I hope you get the idea. It is awfully complex and it’s not well understood (maybe especially by me) – but I think that’s the gist of it.

Now, for the solution(s) …

1. For dialysis cramp

The key aim must be to diminish the rate and severity of the disturbing factor …and the disturbing factor is the dialysis.

Slow the dialysis.
Reduce the UF rate.
Diminish the perturbation of the electrolyte soup!
Move to longer, slower, more frequent dialysis!
Don’t muck with the concentrations of Na+, K+, and Mg++ more than or faster than you absolutely need to.
And … note that nocturnal HD and PD are both relatively (note, relatively) cramp-free c/w facility HD.

2. For CKD cramp

There are medications that help. They don’t cure, but they lessen. But there is some common sense stuff that helps, too.

To answer, first, your question re: quinine sulphate.

Quinine sulphate has long been used to treat cramp since the British ‘Raj’ worked out that a few stiff gins and tonics worked marvelously well to reduce their salt-deprivation cramps in the tropics of their 19th Century Empire. I don’t think they actually initially drank the G&T’s to solve cramp – perhaps it was more to drown boredom and dislocation from the mother-country and, even more, for the alcohol - but they did notice that when they had a G&T (or 3, or 4), their cramps lessened. Incidentally, they also drank tonic water to access its active ingredient (quinine) as quinine is (or was) also is a very effective anti-malarial … hence the linkages between G&T’s, quinine, malaria and cramps.

But, yes … quinine sulphate has an unhappy knack of causing thrombocytopenia … a low platelet count – and while this isn’t a hugely common problem, it can be nasty and very dangerous. As a result, we now no longer use quinine to treat CKD or dialysis cramp. There are better ways.

You are right – quinine IS ‘on the nose’ and is now not used in Australia (or the US, I think). Indeed, our own hospital refuses to stock or supply it. So, no, you haven’t missed something there. Quinine is ‘on the nose’. Perhaps the UK still has a twilight ‘affair’ with it through the G&T … but I wouldn’t go that way myself.

Other than in the clear, electrolyte-perturbing situation of dialysis, CKD cramp often occurs in bed at night.

Let’s deal with common sense things first … and people often don’t think of the simple solutions … heavy doona’s (duvets?) or blankets actually mechanically press down on the feet, ‘extending’ the feet but thereby simultaneously contracting the calf muscles and thus promoting cramp.

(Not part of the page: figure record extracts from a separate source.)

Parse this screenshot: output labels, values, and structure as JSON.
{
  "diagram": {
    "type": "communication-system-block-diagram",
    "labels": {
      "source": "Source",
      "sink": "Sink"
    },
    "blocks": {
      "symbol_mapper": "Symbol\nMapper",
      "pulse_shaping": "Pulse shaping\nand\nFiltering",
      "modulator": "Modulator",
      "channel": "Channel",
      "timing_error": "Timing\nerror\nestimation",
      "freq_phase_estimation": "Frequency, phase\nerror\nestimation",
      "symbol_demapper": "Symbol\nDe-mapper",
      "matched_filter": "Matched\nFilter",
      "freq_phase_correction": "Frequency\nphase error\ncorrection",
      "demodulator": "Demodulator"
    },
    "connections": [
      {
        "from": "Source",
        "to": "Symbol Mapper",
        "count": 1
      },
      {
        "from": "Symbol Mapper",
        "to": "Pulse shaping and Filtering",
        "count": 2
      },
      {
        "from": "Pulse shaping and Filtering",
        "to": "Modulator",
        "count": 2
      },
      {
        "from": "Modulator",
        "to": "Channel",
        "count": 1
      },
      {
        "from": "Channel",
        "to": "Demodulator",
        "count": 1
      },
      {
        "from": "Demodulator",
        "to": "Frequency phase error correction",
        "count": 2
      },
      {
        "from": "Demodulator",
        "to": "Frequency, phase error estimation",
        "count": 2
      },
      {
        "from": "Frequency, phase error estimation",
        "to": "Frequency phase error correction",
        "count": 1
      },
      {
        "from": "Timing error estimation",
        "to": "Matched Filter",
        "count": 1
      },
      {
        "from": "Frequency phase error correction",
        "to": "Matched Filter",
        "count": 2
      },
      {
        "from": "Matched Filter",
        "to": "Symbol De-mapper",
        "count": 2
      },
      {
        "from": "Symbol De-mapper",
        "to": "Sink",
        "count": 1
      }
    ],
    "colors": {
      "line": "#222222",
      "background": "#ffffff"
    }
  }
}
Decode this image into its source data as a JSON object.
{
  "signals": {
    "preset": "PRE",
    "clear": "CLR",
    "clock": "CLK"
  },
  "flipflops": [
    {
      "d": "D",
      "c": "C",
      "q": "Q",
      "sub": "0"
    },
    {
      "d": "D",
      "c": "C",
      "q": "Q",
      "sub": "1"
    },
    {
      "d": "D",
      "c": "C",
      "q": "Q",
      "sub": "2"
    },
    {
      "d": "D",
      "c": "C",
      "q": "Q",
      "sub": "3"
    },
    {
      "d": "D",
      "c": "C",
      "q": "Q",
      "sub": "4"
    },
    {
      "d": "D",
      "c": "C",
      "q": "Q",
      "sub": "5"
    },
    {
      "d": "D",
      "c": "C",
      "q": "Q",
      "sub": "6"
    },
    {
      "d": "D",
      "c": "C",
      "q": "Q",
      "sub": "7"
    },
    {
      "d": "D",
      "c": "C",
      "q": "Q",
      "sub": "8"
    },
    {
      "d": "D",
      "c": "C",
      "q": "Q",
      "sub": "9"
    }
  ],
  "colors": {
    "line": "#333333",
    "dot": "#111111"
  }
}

Here, think of the footballer who cramps in the last few minutes of the match … how does he ‘self-solve’ his cramp? - he pulls his toes up towards himself, lengthening (stretching) the calf muscle to relieve the cramp. The weight of bed clothes does the opposite - pushing down on the feet and shortening the calf - promoting the ‘milieu’ for cramp. Lift the weight away from the foot and the foot remains more flexed and un-extended … and cramp is not augmented.

So … simple mechanical steps help! And … so do simple mechanical solutions.

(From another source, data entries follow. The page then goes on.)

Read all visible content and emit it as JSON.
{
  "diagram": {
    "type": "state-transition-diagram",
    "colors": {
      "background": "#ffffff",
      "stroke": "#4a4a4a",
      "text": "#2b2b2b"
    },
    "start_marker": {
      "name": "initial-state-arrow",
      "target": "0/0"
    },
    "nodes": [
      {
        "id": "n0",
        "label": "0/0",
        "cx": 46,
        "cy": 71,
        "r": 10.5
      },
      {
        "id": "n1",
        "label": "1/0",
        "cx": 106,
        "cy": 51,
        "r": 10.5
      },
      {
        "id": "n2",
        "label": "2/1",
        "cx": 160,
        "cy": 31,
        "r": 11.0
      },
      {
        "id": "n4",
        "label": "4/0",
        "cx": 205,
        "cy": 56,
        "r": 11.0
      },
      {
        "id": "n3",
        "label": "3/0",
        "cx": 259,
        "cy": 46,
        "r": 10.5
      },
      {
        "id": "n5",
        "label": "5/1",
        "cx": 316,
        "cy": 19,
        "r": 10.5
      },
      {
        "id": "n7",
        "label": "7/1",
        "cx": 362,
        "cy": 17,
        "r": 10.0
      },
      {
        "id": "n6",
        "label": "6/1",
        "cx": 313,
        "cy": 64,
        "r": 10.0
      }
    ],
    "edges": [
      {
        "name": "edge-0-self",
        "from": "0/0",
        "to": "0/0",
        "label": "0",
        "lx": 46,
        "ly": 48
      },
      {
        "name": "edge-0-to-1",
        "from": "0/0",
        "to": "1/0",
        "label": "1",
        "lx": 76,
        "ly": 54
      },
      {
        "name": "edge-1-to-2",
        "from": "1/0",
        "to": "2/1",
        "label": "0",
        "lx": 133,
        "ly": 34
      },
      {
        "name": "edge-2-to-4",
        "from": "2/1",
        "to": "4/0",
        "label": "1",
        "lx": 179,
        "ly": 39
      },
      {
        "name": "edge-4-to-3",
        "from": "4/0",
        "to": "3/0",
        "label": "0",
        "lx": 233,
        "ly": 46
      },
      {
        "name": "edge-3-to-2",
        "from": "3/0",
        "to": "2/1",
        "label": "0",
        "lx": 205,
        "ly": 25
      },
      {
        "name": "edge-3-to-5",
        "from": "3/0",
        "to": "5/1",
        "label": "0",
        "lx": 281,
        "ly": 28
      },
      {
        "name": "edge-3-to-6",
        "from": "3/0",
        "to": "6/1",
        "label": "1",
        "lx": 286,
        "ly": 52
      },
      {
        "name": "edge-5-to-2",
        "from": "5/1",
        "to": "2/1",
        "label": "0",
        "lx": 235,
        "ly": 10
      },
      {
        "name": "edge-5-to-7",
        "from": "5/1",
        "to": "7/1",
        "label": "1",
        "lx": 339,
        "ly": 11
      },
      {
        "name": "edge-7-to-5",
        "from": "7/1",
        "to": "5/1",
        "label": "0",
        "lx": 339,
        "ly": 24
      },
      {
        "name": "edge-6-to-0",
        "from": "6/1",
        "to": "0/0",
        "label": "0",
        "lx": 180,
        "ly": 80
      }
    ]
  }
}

If nocturnal bed cramps are a problem, try cutting the side out of a cardboard box, place it under the blankets, doona (or duvet) at the foot of the bed and over the feet to lift the mechanical weight of the covers off the feet so that they do not get ‘extended’ by the down-pressure of the covers. It maybe sounds silly – but it’s amazing how little things like that can escape us in this magic world of ‘pills’ and technology …

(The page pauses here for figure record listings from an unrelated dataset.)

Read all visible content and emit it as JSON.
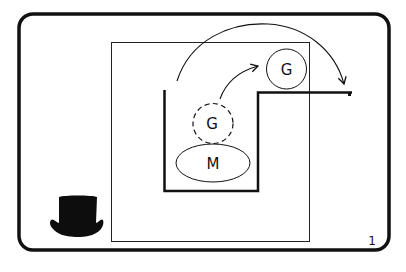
{
  "diagram": {
    "type": "conceptual-illustration",
    "elements": {
      "moved_circle": {
        "label": "G",
        "style": "solid"
      },
      "origin_circle": {
        "label": "G",
        "style": "dashed"
      },
      "ellipse": {
        "label": "M"
      },
      "hat_icon": "top-hat-icon",
      "page_number": "1"
    },
    "arrows": [
      {
        "from": "dashed G circle",
        "to": "solid G circle",
        "style": "curved"
      },
      {
        "from": "top of stepped line region",
        "to": "right end of stepped line",
        "style": "large arc"
      }
    ],
    "colors": {
      "stroke": "#111111",
      "background": "#ffffff"
    }
  }
}
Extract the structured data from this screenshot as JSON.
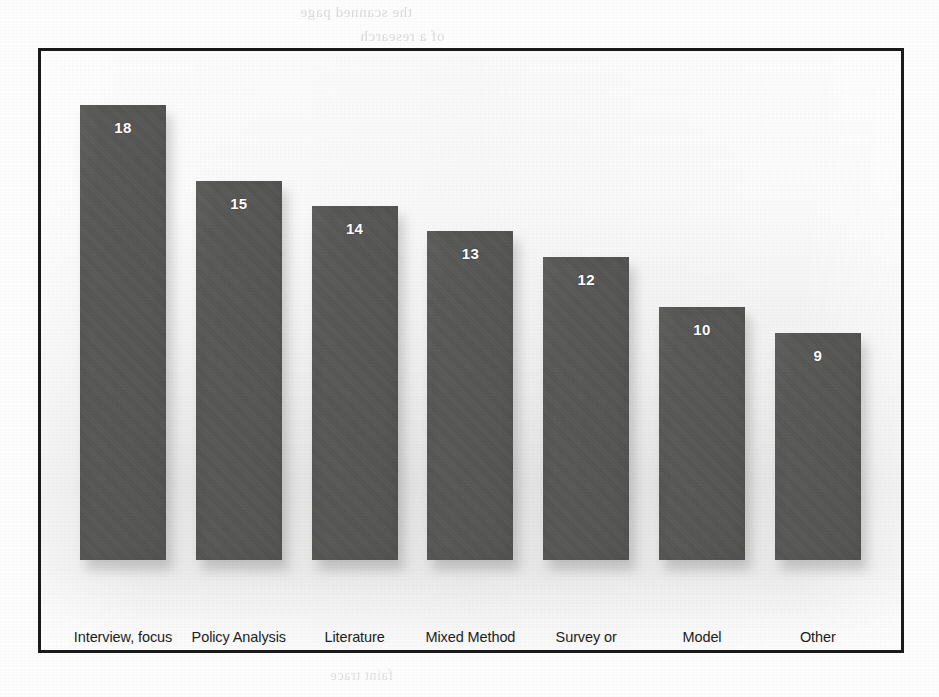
{
  "chart_data": {
    "type": "bar",
    "title": "",
    "subtitle": "",
    "xlabel": "",
    "ylabel": "",
    "ylim": [
      0,
      18
    ],
    "grid": false,
    "legend": null,
    "orientation": "vertical",
    "bar_color": "#585857",
    "value_label_color": "#ffffff",
    "frame_color": "#1b1b1b",
    "background_color": "#fbfbfb",
    "categories": [
      "Interview, focus group or workshop",
      "Policy Analysis",
      "Literature Review",
      "Mixed Method Approach",
      "Survey or questionnaire",
      "Model",
      "Other"
    ],
    "values": [
      18,
      15,
      14,
      13,
      12,
      10,
      9
    ],
    "bars": [
      {
        "label": "Interview, focus group or workshop",
        "label_lines": [
          "Interview, focus",
          "group or",
          "workshop"
        ],
        "value": 18,
        "value_text": "18"
      },
      {
        "label": "Policy Analysis",
        "label_lines": [
          "Policy Analysis"
        ],
        "value": 15,
        "value_text": "15"
      },
      {
        "label": "Literature Review",
        "label_lines": [
          "Literature",
          "Review"
        ],
        "value": 14,
        "value_text": "14"
      },
      {
        "label": "Mixed Method Approach",
        "label_lines": [
          "Mixed Method",
          "Approach"
        ],
        "value": 13,
        "value_text": "13"
      },
      {
        "label": "Survey or questionnaire",
        "label_lines": [
          "Survey or",
          "questionnaire"
        ],
        "value": 12,
        "value_text": "12"
      },
      {
        "label": "Model",
        "label_lines": [
          "Model"
        ],
        "value": 10,
        "value_text": "10"
      },
      {
        "label": "Other",
        "label_lines": [
          "Other"
        ],
        "value": 9,
        "value_text": "9"
      }
    ]
  },
  "page": {
    "background_ghost_text": [
      "the scanned page",
      "of a research",
      "faint show-through",
      "from reverse side",
      "illegible bleed",
      "text fragments",
      "page shadow",
      "mirrored print",
      "faint trace"
    ]
  }
}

Codeine helps some people – like when in paracetamol - paracetamol + codeine, in Australia, = Panadeine. Two before bed (if they don’t cause itch or drive constipation – as they can, in some) may help those who have no ‘issues’ with taking codeine.

My absolute personal favorite, and the thing I find works much the best, is a drug which, in Australia, is on the PBS only for epilepsy … yes, it’s an anti-epileptic … but it’s also a member of the benzodiazepine family. The drug is clonazepam (marketed here as Paxam).

Clonazepam really does seem to help - a lot. It changes, subtly, the electrical conductivity of the nervous system (it’s why it works as an anti-epileptic agent!) and it seems to work really well in CKD cramp. Our ‘crampy’ patients take 1 to 2mg, at night, and it often does wonders.

Shaymon … sorry, but that’s been a long ramble. However, I hope it serves to answer some of the questions you posed.